"Becomingness."

Bad punctuation:--

"So that such a jacket be cut well and worn by a woman of fairly slim proportions round the waist and hips it will be exceedingly successful, but she who inclines towards the portly should rigidly ignore the charms of the jacket with the belt." Unless this sentence has a comma after "well," it bears a meaning quite different from what the writer intended; it needs also a comma after "hips" and a semicolon after "successful."

Words wrongly used:--

"It is one of the earnest principles of my faith to commend fashion." A principle cannot be earnest, and faith cannot be an action. The writer probably means that she sincerely thinks it her duty to commend fashion.

"There are only two hats well worn in Paris just now--this style and the small velvet toque trimmed with a group of plumes." For "well," read "largely" or "extensively." Note the other fault in this sentence.

Wrong or clumsy constructions, laxity in the use of metaphors, &c.:--

"[We may] read, mark, learn, and inwardly digest their different charms." Fancy reading or learning or digesting a charm!

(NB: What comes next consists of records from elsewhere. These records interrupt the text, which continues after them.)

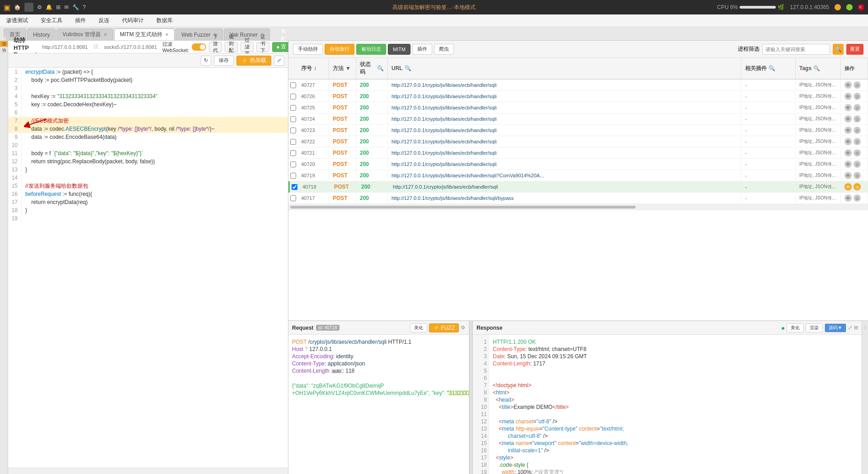 The width and height of the screenshot is (868, 474). Describe the element at coordinates (861, 7) in the screenshot. I see `close-button: ✕` at that location.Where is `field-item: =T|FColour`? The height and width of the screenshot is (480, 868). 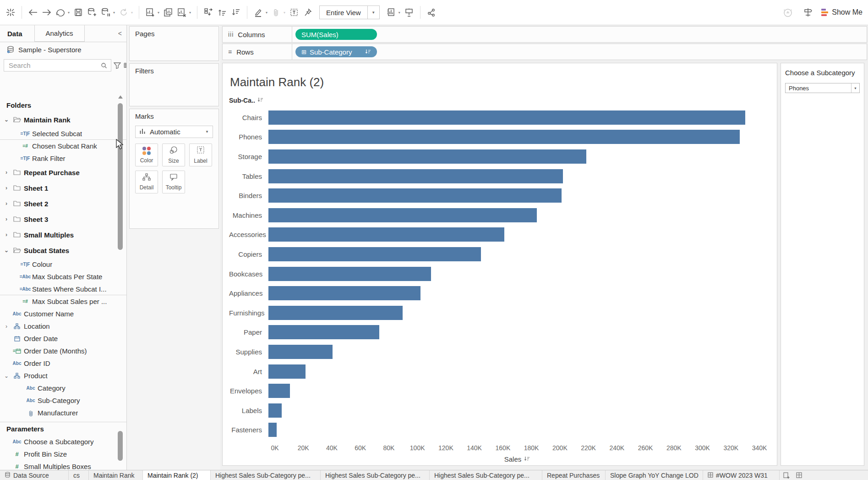
field-item: =T|FColour is located at coordinates (63, 264).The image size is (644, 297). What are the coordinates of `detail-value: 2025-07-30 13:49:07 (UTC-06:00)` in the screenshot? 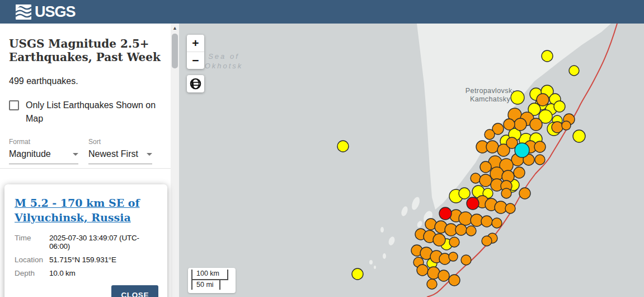 It's located at (104, 242).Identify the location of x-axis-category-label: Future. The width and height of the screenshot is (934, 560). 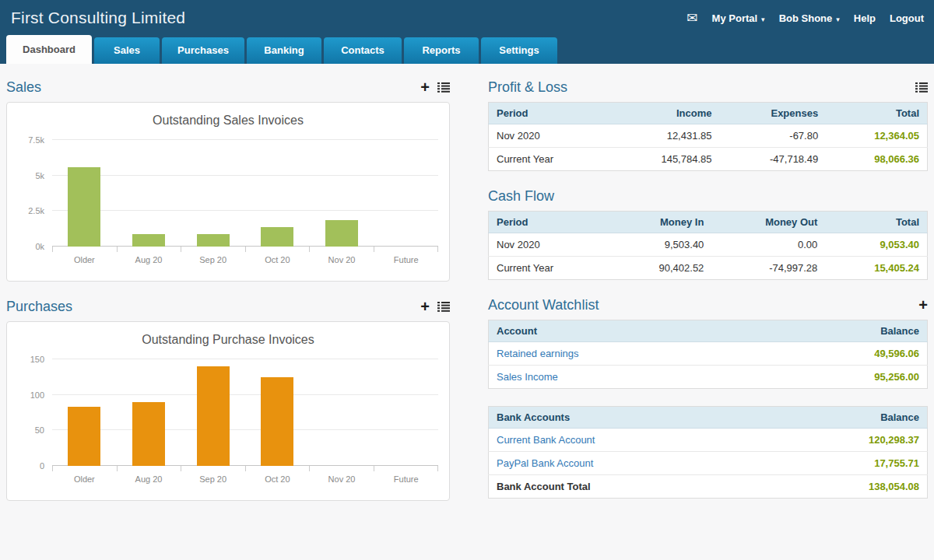
(406, 258). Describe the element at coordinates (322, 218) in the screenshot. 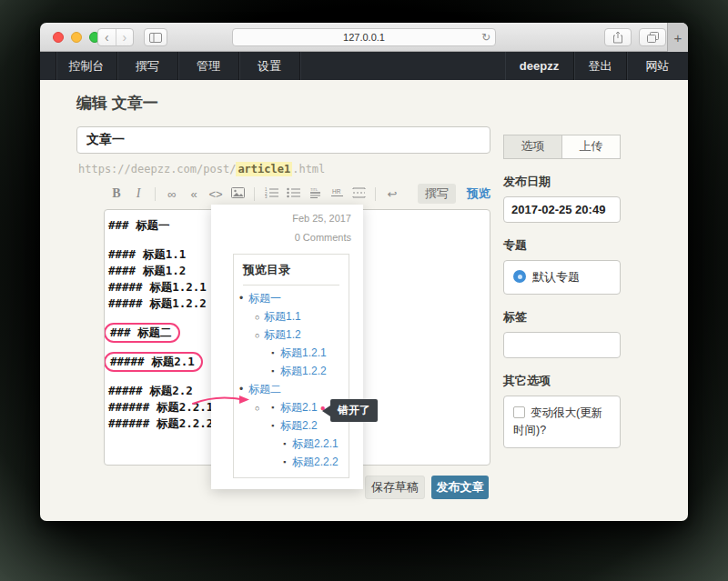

"I have no objection to the lion lying down with the lamb--the Persian lamb--or rather, I should say, to the sable being allied to this fur, or to the combination of black caracule, or sable with ermine; any two furs, or indeed three furs, put together, I recognise as appropriate and elegant, but the frivolous working of furs with coloured satins and silks now obtaining the affections of the many is not at all to my taste." To comment on this piece of composition would be wicked.

"There is a great fancy shown by the authorities this year to elaborate furs." In English one says "take a fancy to" but "show a fancy for."